Legal Reform
Republicans, Democrats, and Independents from all across the country understand that our society has become litigious to an extreme degree. Texas has been active for years at improving this problem behind Texans for Lawuit Reform. Since 1994, TLR has worked to pass lawsuit reforms that have made the Lone Star State a model for the nation. TLR describes the problem best on their website www.tortreform.com. "We are small business owners, homemakers, and community volunteers. We are lawyers who want our profession back, and plant managers who want our companies to expand facilities to create jobs for Texans. We are consumers who want to eliminate the wasteful "tort tax" from the products and services produced in Texas. We are ranchers and teachers who have anguished over needless lawsuits. We are doctors and nurses who have seen our colleagues abandon their chosen professions because of the emotional and financial toll imposed by legal assaults. We are the citizens of Texas who want a better future for ourselves and our children." The ability to bring suit for a grievance is an important right in America that must not be abused either from limitation to use or excessive use. Today it is excessive use. The Overcriminalization guide prepared by The Heritage Foundation is an eye opener.

Conservatism’s Last Line of Defense

11/8/16
By Kimberley A. Strassel,
from The Wall Street Journal,
11/7/16:

Dozens of Republican attorneys general may prove a powerful check on the next president.

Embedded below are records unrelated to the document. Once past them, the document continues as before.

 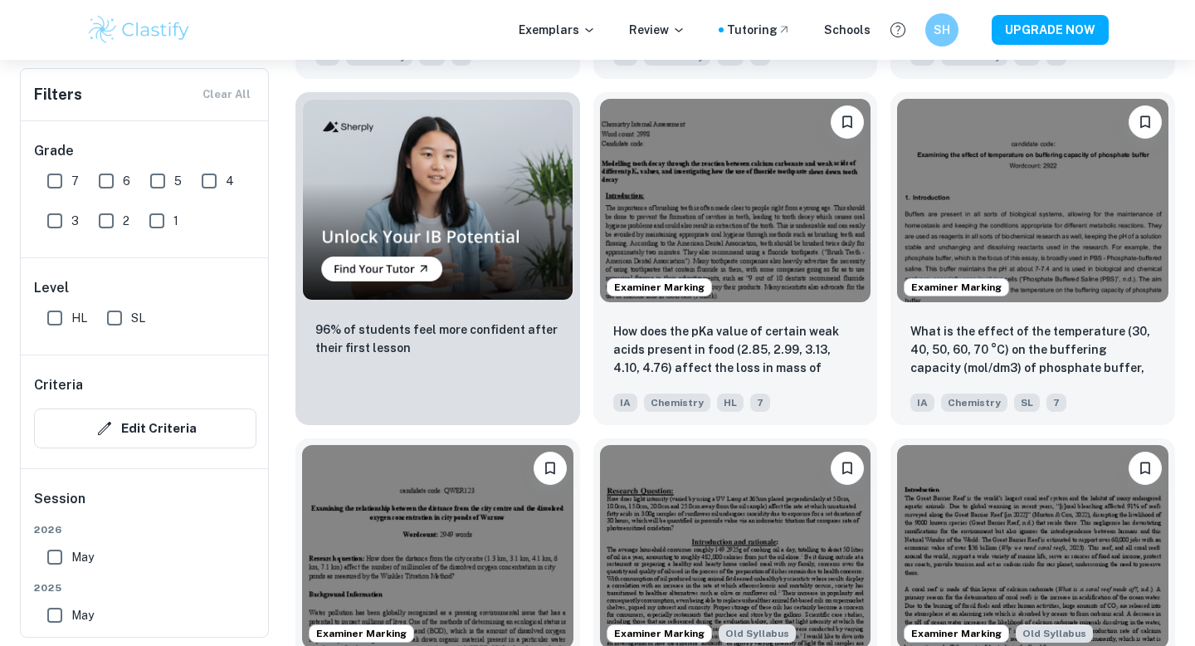 What do you see at coordinates (139, 30) in the screenshot?
I see `a: Clastify logo` at bounding box center [139, 30].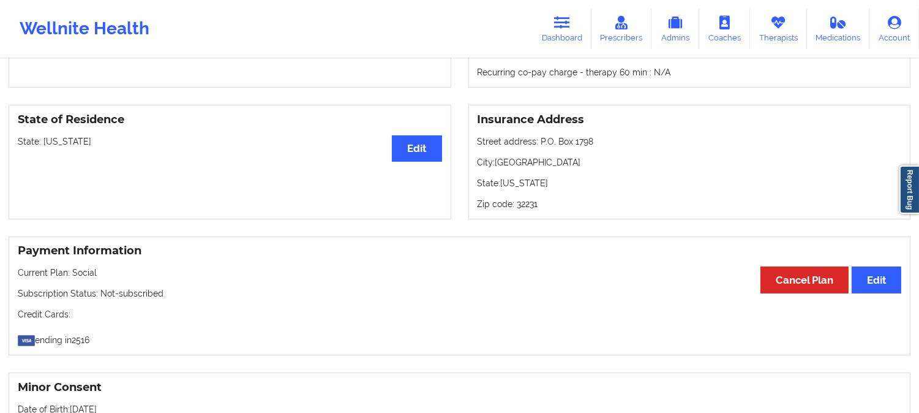 The image size is (919, 413). What do you see at coordinates (459, 387) in the screenshot?
I see `h3: Minor Consent` at bounding box center [459, 387].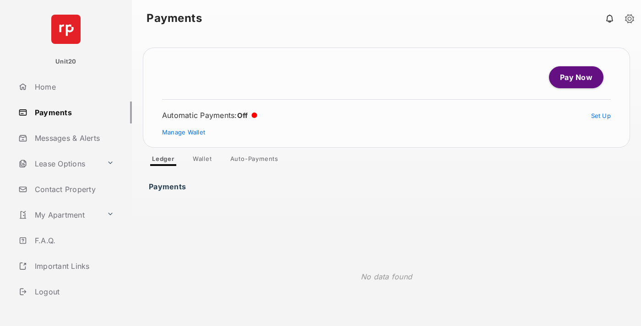 The image size is (641, 326). What do you see at coordinates (59, 164) in the screenshot?
I see `a: Lease Options` at bounding box center [59, 164].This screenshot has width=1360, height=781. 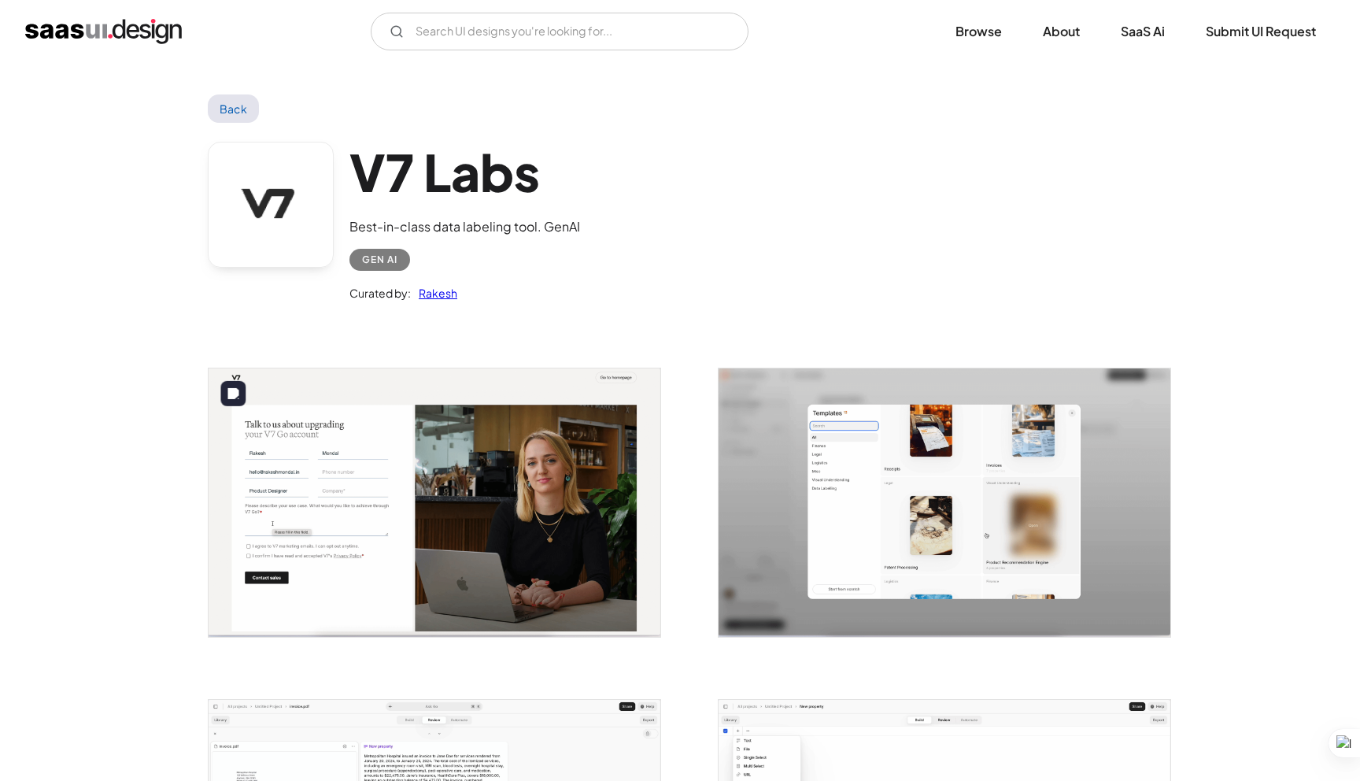 What do you see at coordinates (379, 260) in the screenshot?
I see `div: Gen AI` at bounding box center [379, 260].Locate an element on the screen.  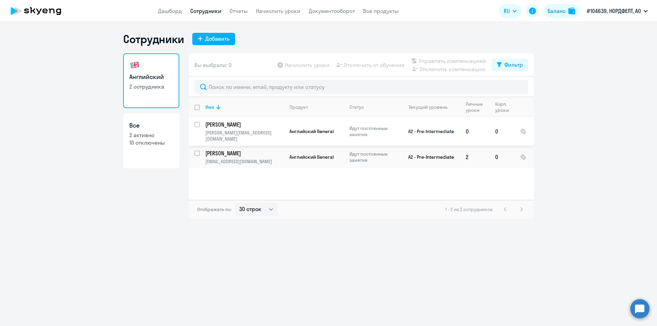
img: english is located at coordinates (135, 65).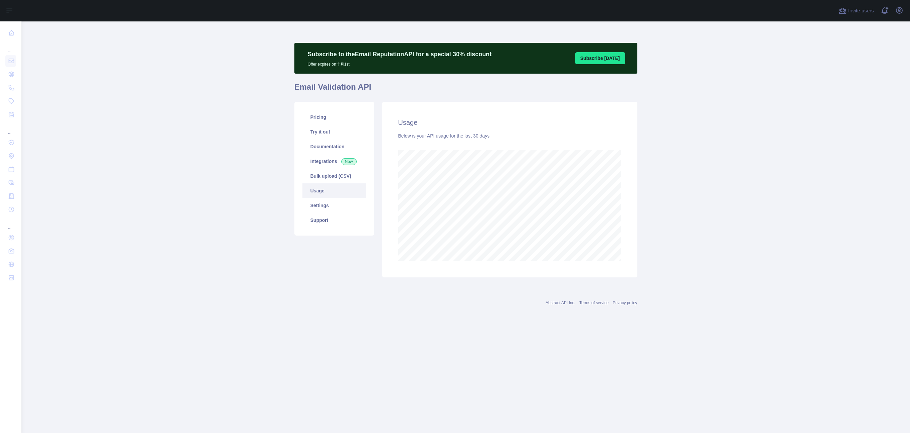 This screenshot has height=433, width=910. I want to click on a: Try it out, so click(334, 132).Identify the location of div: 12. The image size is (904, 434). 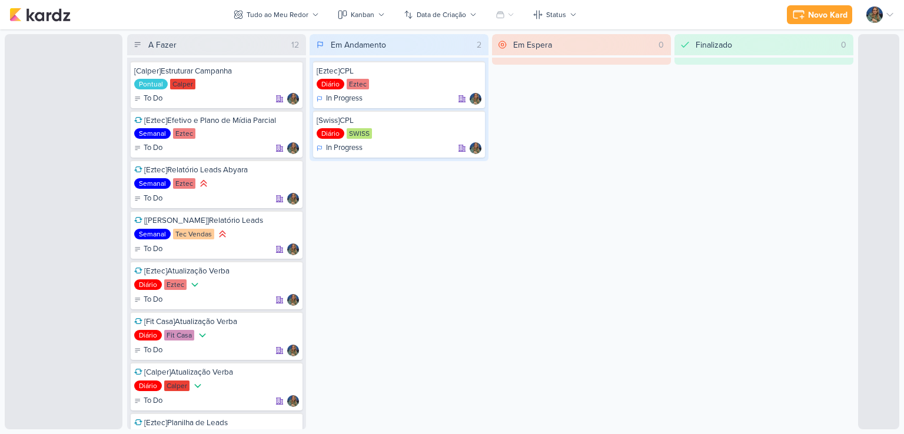
(295, 45). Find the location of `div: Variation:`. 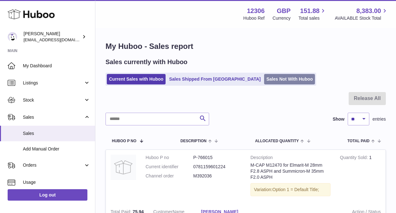

div: Variation: is located at coordinates (290, 190).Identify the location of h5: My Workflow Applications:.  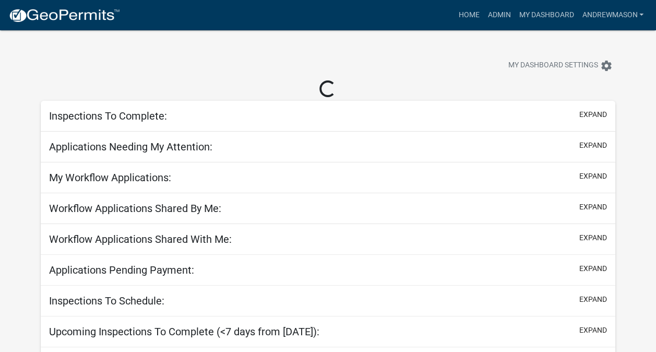
(110, 177).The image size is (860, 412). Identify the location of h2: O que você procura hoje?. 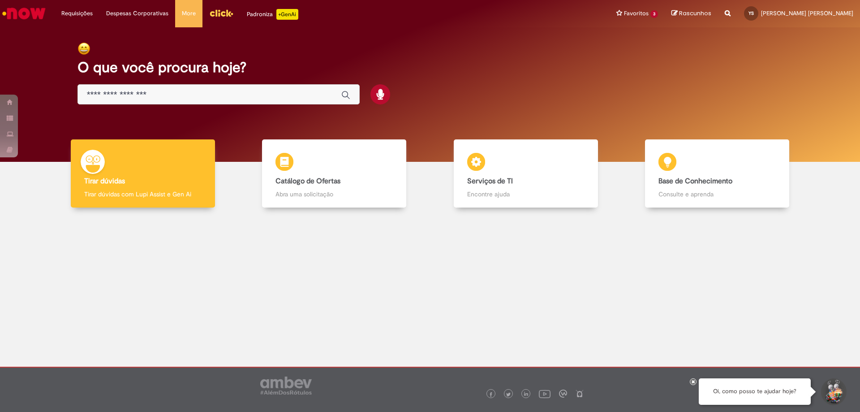
(430, 67). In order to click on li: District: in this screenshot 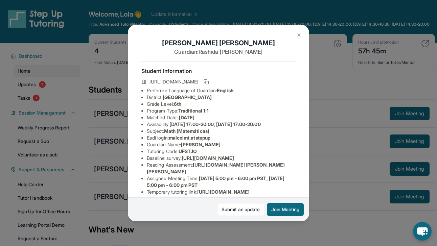, I will do `click(221, 97)`.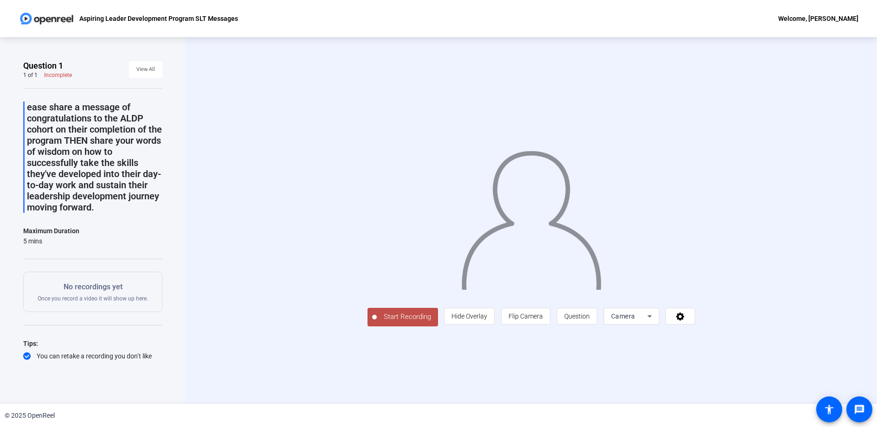 The height and width of the screenshot is (427, 877). What do you see at coordinates (95, 157) in the screenshot?
I see `p: ease share a message of congratulations to the ALDP cohort on their completion of the program THE...` at bounding box center [95, 157].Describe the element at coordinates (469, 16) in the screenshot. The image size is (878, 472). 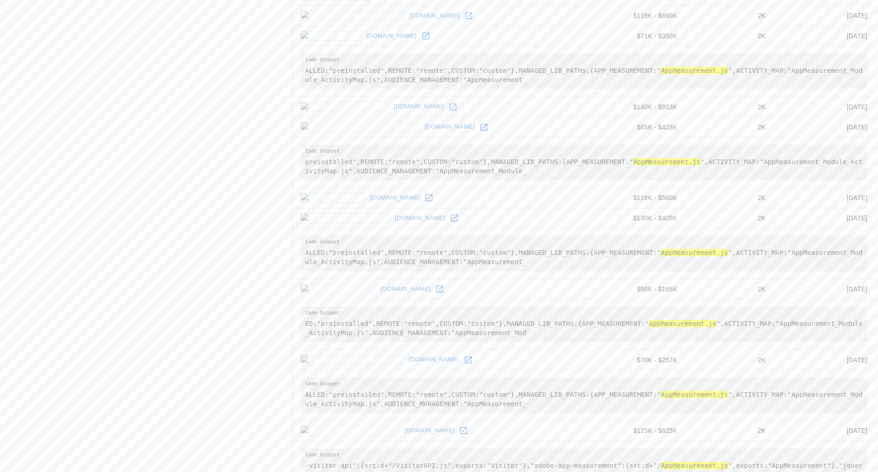
I see `a: Open gwsgiants.com.au in new window` at that location. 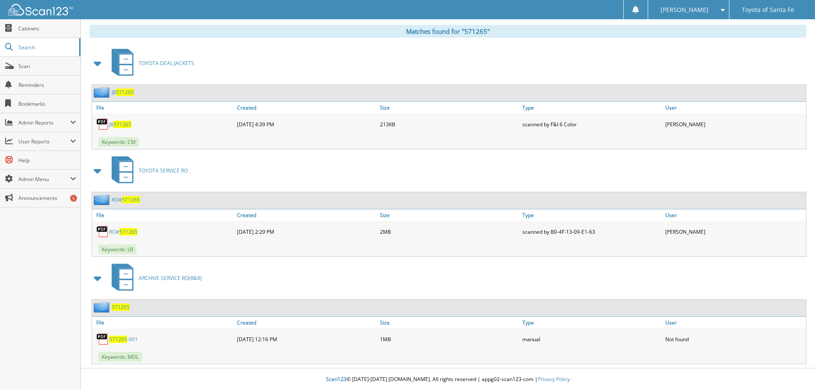 I want to click on span: Admin Reports, so click(x=44, y=122).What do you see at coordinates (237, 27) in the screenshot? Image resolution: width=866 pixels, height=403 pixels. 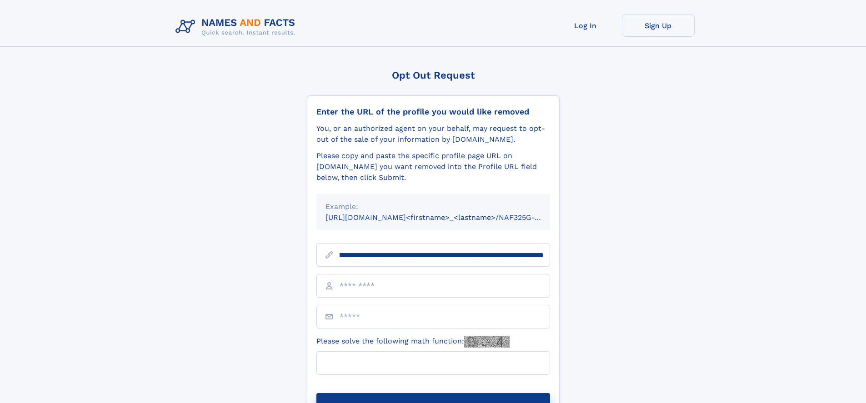 I see `img: Logo Names and Facts` at bounding box center [237, 27].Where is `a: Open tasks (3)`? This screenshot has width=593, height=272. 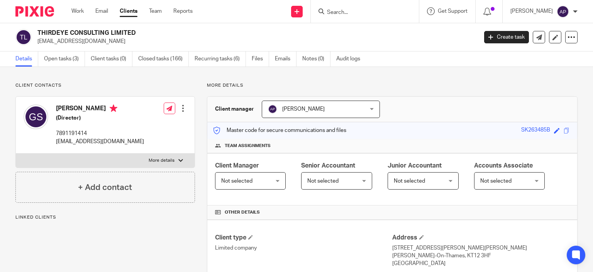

Most Americans won’t have heard of Luther Strange, though that might be about to change. Next week the Alabaman ascends to the top of what by that point could be one of the most consequential GOP organizations in the country. That would be the Republican Attorneys General Association, the umbrella group for the states’ conservative prosecutors—and a new force to reckon with in American politics. Attorney general races don’t get much national attention, but these days they should. Under a Hillary Clinton presidency in particular, Republican AGs may prove the most effective check on both an overweening federal government and growing abuses by liberal prosecutors. “Health care, immigration, climate regulations—the AGs are acting as a last line of defense, but also in an agenda-setting capacity,” Mr. Strange told me at a recent meeting in Washington, D.C. “And we’ll be in an even stronger position to do this after Election Day.” His words are a nod to the extraordinary transformation Republican AGs have undergone in the era of Barack Obama. Not many years ago, those AGs had little to do with each other and were focused on policing occasional state crime. But the combination of the president’s growing federal overreach, and a new generation of activist, conservative law dogs, has inspired a powerful and cohesive new AG movement.

Republicans currently hold 27 AG seats, and they are likely to emerge from Tuesday with more.

In North Carolina, state Sen. Buck Newton is in a tight race against Democrat Josh Stein, in a contest that may hinge on the upticket re-election fortunes of Donald Trump and Gov. Pat McCrory. Republicans are also feeling more confident they’ll hold on to West Virginia, where rebel AG Patrick Morrisey.

They’ll need that strength, particularly under a Clinton presidency. With Republicans near certain to hold the House, and potentially the Senate, Mrs. Clinton will undoubtedly build on Mr. Obama’s extralegal habit of ruling via executive order or regulation. The GOP AGs will be the primary way for conservatives to challenge those edicts, in court. Under a Trump presidency, they will be an invaluable tool in dismantling some of the Obama federal behemoth. That job gets tougher, obviously, if Mrs. Clinton gets to pick a Supreme Court justice to replace Antonin Scalia, as well as to pack appeals courts with liberal nominees. A liberal judiciary likely robs the country of any legal recourse against lawless federal governance.

A growing Republican AG force will also prove crucial in parrying a new era of liberal prosecutorial intimidation. Liberal state AGs are moving ever more toward bogus investigations and hardball tactics designed to strangle corporations and conservatives into settlements or silence. Mr. Strange has himself most recently been leading a coalition of colleagues in pushing back against a group of liberal AGs engaged in a witch hunt against Exxon Mobil and conservative think tanks over climate science. Trump or Clinton, we still don’t know. What we do know is that an army of Republican legal fighters is standing by, ready to ride herd on the next Oval Office.